Bizarre Bugs: 9 of the Strangest Software Glitches Ever
Writing buggy applications is a cinch--for decades, the world's software developers have been proving that with just about every program they release. Truly interesting bugs, however, are a relatively rare breed. I'm talking about the kind that cause technology products and services to stop working for extended periods, or that prompt them to behave as if they were possessed or harbored grudges against the humans who use them. And even though the bugs themselves usually stem from mundane errors such as typos or faulty math, their symptoms are anything but boring.
1998: Auction Interruptus
The bizarre symptom: On June 10, eBay--then, as now, the world's dominant online auction site--suffered an outage. Nothing remarkable about that: Throughout the late 1990s, the company's sellers and bidders frequently faced unscheduled downtime. But this outage just kept going and going. By the time the site recovered on June 11, 22 hours had passed and 2.3 million auctions in progress were compromised, forcing eBay to waive a small fortune in fees.
The bug: eBay blamed the meltdown on a corrupted database, and it blamed the corrupted database on buggy Sun Microsystems software. Fourteen months later, the site had a 14-hour outage that was nearly as embarrassing and costly; that time, the company said that hardware problems were to blame.
2005: Surprise Ending
The bizarre symptom: Did you ever suspect that TiVo's mascot--a tiny anthropomorphic TV with a lopsided grin--has a sadistic side? You might have if you owned one of the company's DVRs back in late 2005. That was when couch potatoes began to notice that their TiVos were randomly chopping large chunks off the end of shows, turning many a program with a suspenseful conclusion into a permanent cliffhanger.
The bug: The company took a while to respond, but eventually it concluded that the truncated recordings affected only Series 2 TiVos that had been running continuously for extended periods. Initially it advised owners to power their DVRs off and then on again occasionally, and later it issued a patch designed to eradicate the problem permanently.
2006: Game Over
The bizarre symptom: You could say that Bubble Bobble Revolution, a Nintendo DS remake of the 1980s arcade classic Bubble Bobble, was a surprisingly tough game. Level 30, for instance, was unbeatable--literally. That was a trifle odd given that the game boasted a total of 100 levels.
The bug: As in many arcade-style games, Bubble Bobble Revolution levels ended by challenging the player to defeat an überenemy, known as a boss. But level 30 had no boss to defeat, and therefore no way to continue to level 31. Months later, publisher Codemasters replaced defective cartridges with a debugged version--and threw in another game, Rainbow Islands Revolution, by way of apology.
2007: Skype Down and Out
The bizarre symptom: On August 16, fans of the wildly popular Skype Internet telephony service noticed that Skype wasn't working properly. It wasn't a brief hiccup, either. For most of its millions of users, Skype stayed out of commission for two days--possibly the longest outage ever for any major Web service.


§ Exercise aim
Write out, word for word, every line from the one containing "Get the region of *human mouth*." through the last line of the records below, both ends included.

§ Material for the task
★ ★ ★ ★ ★ ★ ★

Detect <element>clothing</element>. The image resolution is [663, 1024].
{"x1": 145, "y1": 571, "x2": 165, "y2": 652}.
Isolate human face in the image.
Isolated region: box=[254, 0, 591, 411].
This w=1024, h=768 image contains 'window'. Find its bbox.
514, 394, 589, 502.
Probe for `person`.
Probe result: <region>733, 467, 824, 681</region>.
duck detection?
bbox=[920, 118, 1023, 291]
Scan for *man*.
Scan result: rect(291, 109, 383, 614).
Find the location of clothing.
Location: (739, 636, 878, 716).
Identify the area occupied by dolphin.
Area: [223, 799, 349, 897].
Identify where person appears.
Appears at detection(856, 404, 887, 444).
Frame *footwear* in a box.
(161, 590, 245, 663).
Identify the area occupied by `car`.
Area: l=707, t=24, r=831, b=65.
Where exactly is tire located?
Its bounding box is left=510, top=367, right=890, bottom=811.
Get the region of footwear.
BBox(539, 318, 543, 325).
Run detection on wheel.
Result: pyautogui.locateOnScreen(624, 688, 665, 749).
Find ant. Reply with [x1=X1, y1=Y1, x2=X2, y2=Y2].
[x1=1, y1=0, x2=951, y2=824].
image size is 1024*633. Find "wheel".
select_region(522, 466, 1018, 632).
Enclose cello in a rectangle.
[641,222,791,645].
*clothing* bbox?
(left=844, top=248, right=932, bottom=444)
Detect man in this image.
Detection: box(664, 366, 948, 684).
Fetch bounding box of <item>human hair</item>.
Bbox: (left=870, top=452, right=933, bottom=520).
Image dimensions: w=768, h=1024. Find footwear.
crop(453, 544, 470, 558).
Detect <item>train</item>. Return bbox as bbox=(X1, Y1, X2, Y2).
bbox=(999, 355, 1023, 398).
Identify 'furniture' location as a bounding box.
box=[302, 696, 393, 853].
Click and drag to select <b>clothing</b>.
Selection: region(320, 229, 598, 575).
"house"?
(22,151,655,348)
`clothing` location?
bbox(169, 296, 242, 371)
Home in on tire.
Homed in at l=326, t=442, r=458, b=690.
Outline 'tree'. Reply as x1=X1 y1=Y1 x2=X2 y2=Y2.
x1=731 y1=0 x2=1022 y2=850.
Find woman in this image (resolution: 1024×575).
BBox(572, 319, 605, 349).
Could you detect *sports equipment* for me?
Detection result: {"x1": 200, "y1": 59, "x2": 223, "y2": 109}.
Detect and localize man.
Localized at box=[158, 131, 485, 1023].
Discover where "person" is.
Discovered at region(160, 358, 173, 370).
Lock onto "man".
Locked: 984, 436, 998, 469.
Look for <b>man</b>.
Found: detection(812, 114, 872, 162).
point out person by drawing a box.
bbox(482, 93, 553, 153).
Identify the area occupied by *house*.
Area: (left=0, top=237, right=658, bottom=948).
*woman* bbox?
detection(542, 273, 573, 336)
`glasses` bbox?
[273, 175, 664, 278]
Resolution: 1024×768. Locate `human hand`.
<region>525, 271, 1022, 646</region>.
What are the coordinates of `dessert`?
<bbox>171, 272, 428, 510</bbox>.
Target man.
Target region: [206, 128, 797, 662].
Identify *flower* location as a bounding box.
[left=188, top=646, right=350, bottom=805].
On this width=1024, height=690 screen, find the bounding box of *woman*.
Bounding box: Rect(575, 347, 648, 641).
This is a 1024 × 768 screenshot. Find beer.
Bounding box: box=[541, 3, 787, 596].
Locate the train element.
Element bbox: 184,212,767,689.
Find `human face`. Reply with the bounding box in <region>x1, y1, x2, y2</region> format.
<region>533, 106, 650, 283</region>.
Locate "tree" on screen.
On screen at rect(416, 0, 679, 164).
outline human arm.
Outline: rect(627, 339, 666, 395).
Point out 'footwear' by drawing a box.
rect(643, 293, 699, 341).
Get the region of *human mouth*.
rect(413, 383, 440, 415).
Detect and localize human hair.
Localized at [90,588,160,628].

★ ★ ★ ★ ★ ★ ★

§ Output of the task
Get the region of *human mouth*.
rect(413, 383, 440, 415).
Detect and localize human hair.
Localized at [90,588,160,628].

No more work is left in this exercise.